The truth, as we now all know, is that she was completely and totally miserable in her situation and chose to escape it by leaving reality. The words that we thought were the ramblings of a demented woman were words that would sadly become her children’s mantra.
“How would you like to have nothing?”
The truth is, it really sucks. Life should consist of more than putting on false faces and pretending to be happy when the reality is that you aren’t. Life should consist of having friends and family who know you well enough to know when you are shattering into millions of pieces. But when you are demented, no one takes you seriously.
No one takes you seriously when you are in obvious pain from symptoms that could be a heart attack, because you are just a demented woman. Oh, she’s just talking crazy, couldn’t be that there is really something wrong. Sure she doesn’t know our names any more, but she still can communicate that she is having terrible back pains. But no one listens to her anymore, truly listens anyway.
And 12 hours later she is dead. At least now she is not in a place where she has nothing. Now she is in a place where she has everything.
But now we have nothing.
And to answer her question – “How would you like to have nothing?” – it sucks.
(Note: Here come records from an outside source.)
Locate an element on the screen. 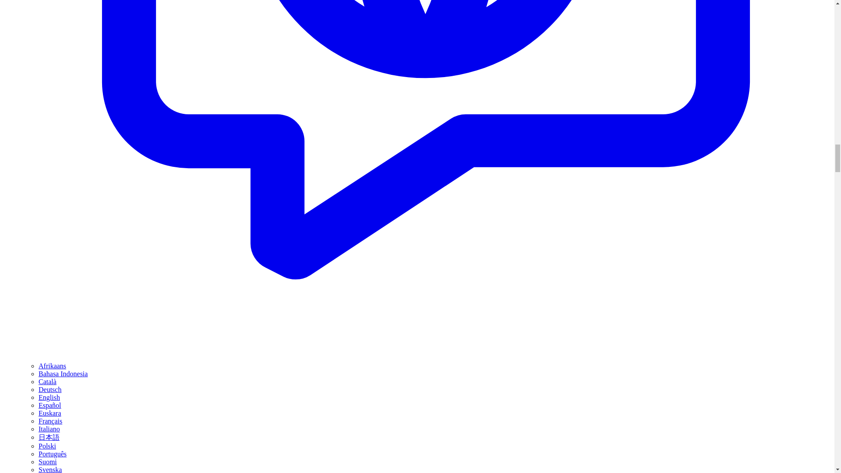  Polski is located at coordinates (47, 446).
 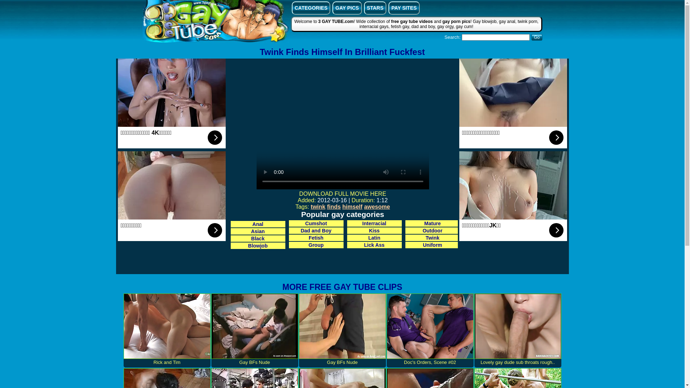 I want to click on Anal, so click(x=258, y=224).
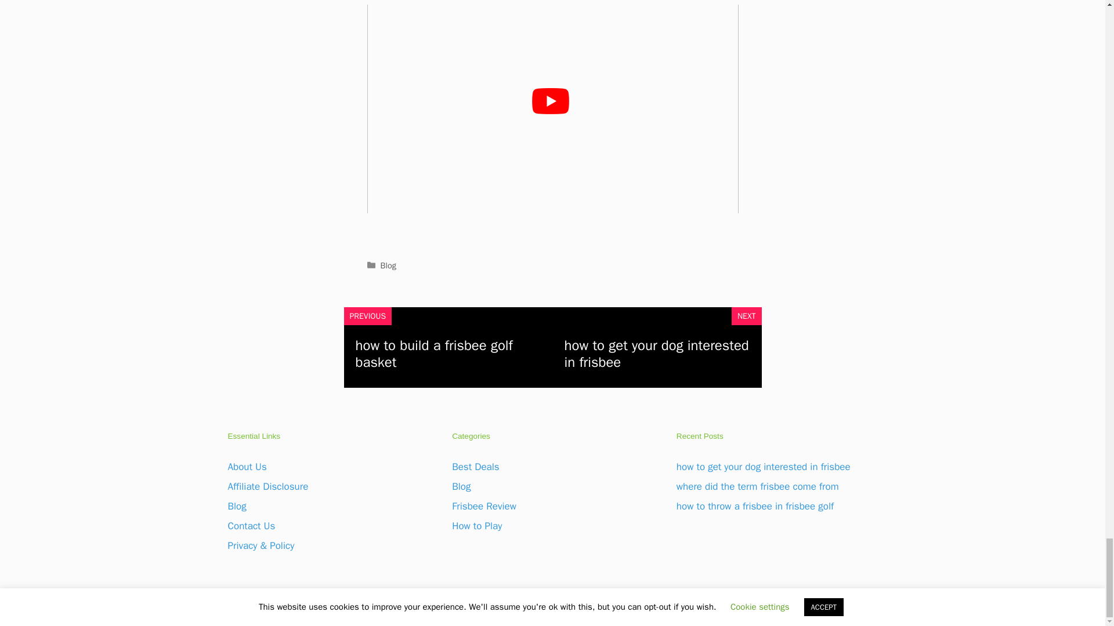  What do you see at coordinates (434, 354) in the screenshot?
I see `how to build a frisbee golf basket` at bounding box center [434, 354].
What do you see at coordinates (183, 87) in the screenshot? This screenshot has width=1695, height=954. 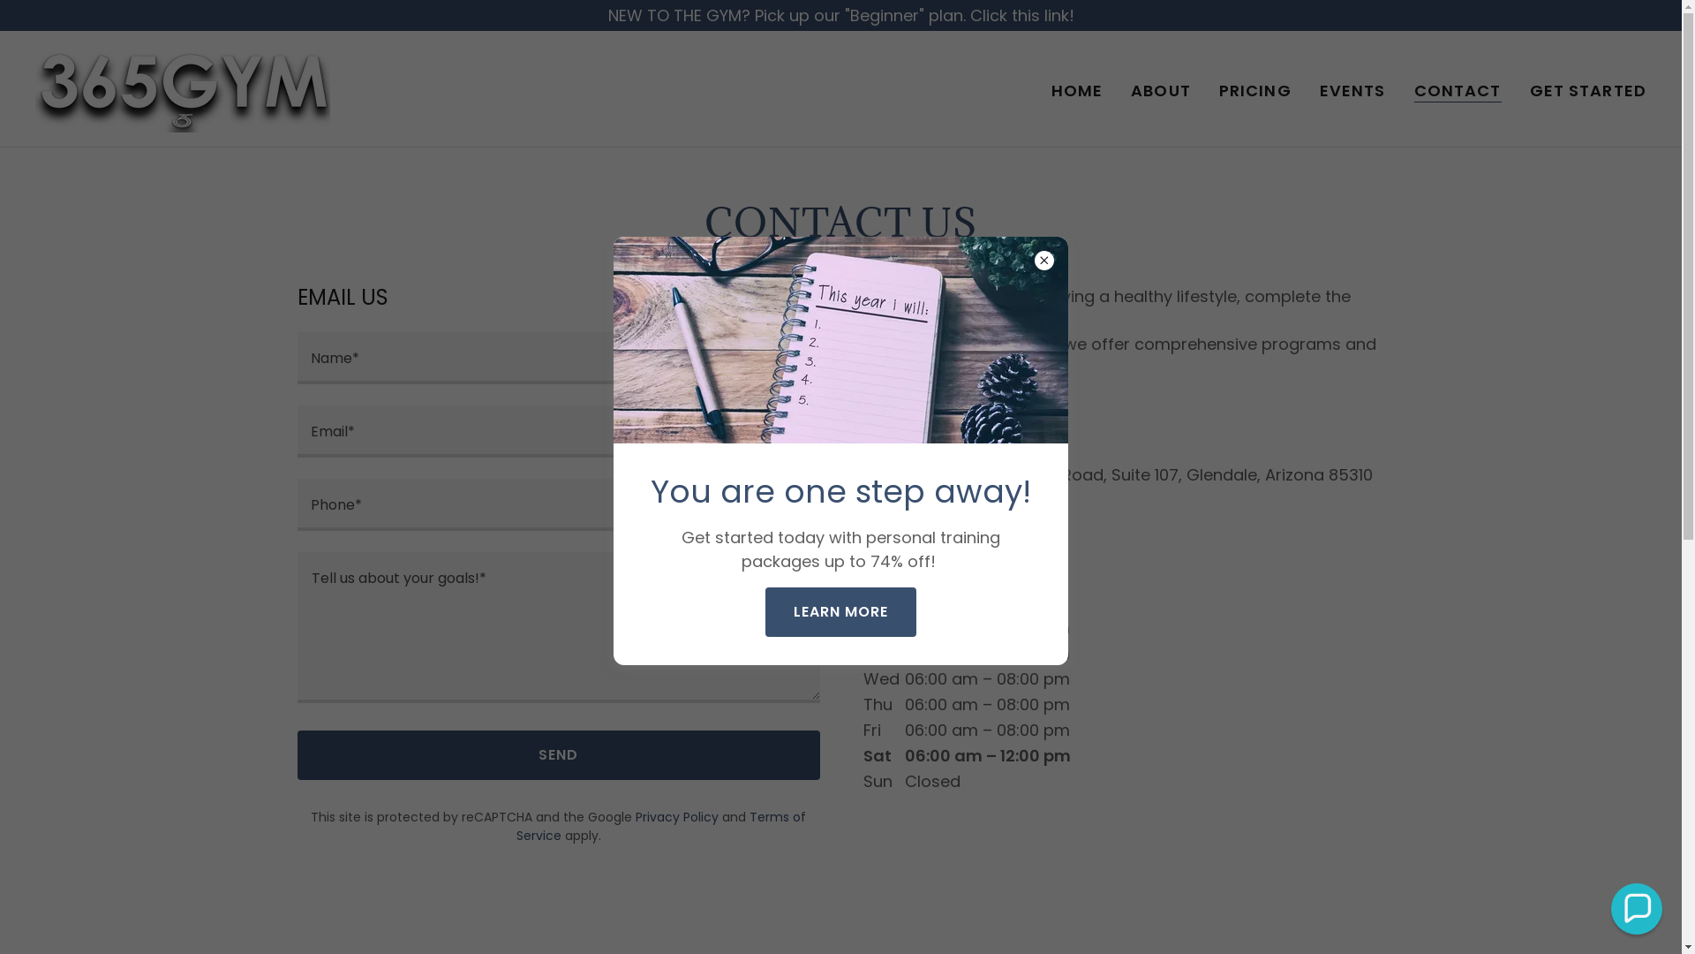 I see `365 GYM ` at bounding box center [183, 87].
We no longer have Mom. We had essentially lost her years ago, but now she is gone. And because of the man she married who caused her pain and misery, we have nothing to show of her life. No piece of memorabilia, no old photographs, no rights to look at her things and maybe walk away with a small keepsake that takes us back to a time when Mom was Mom. Instead we are denied the basic courtesies to go through Mom’s meager things and remember. Maybe to heal. To have our family go piece by piece through things that have ties to her that could cause us to remember her. To share stories. To laugh. To cry.